Former baseball star, now gaming mogul Curt Schilling (Image: 38 Studios)
I'm always pleased to see when conventional
wisdom is turned on its head. When prevailing
stereotypes prevail, well, only for a time.
Take Curt Schilling. You may know him as a super-successful, do-or-die, game-winning baseball pitcher for the Boston Red Sox and the Arizona Diamondbacks. He's the guy who pitched through a ruptured tendon — even when the sutures began to bleed, he kept going to win key games. Tough guy, and major league competitor.
So I was surprised as the next person when I learned that Mr. Schilling is a big geek. As I write in my story for the New York Times, as a teenager in the 1980s, Schilling played computer games like Wizardry and Dungeons & Dragons on his Intellivision and Apple computer. As an adult, he went on to play online role-playing games like EverQuest and Ultima Online in hotel rooms in between stints on the mound (pitchers have a fair amount of downtime to fill). When he retired from baseball, he founded a video game company called 38 Studios (named after his jersey number). His company's first game, Kingdoms of Amalur: Reckoning comes out today.
From the title, you might guess the game is not set in the wide, wide world of professional sports. Nope. Reckoning is a fantasy role-playing game for the home console. You control an avatar who wanders a Tolkien-esque world, completing quests and defeating monsters.
Schilling may be a sports hero, but he gets excited about being a hero in a different realm: fantasy.
Point being, just 'cuz you're a super-jock doesn't mean that you can't be a gamer. Times have thankfully changed since the more rigid 80s and 90s, when it seemed like sports nuts and computer dweebs were mutually exclusive sub-cultures. All those fantasy sports leagues certainly attest to the fact that jocks and nerds can co-exist. Heck, even NBA superstar Tim Duncan plays D&D.

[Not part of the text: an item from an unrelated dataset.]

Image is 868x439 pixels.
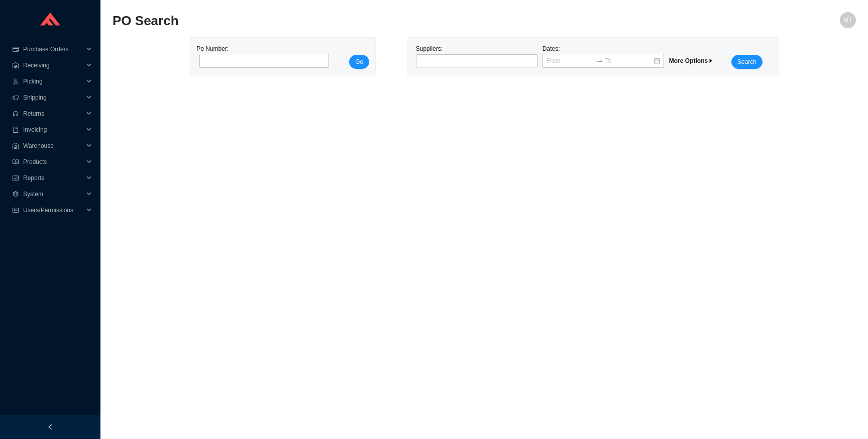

Jocks and gamers, they geek out on the same stuff: stats, power, levels, winning. It doesn't matter if you wield a broadsword or wield a baseball bat. It doesn't matter who's on you team: a former Tiger, Cadinarl, Yankee, Diamondback or Red Sox, or a dwarf, elf, mage, rogue or barbarian.
Besides, when you think fo it, baseball is really an abstracted war game. Same with football, basketball, hockey and any number of other sports. My tribe versus your tribe, locked in battle, on a field, fighting for possession of territory.
That baseball or football may as well be a Holy Grail, that basketball hoop is a magic ring. Heck, when you make a buzzer-beating 3-pointer, that is magic.
Ethan Gilsdorf is the author of Fantasy Freaks and Gaming Geeks: An Epic Quest for Reality Among Role Players, Online Gamers, and Other Dwellers of Imaginary Realms. He can be reached at www.ethangilsdorf.com.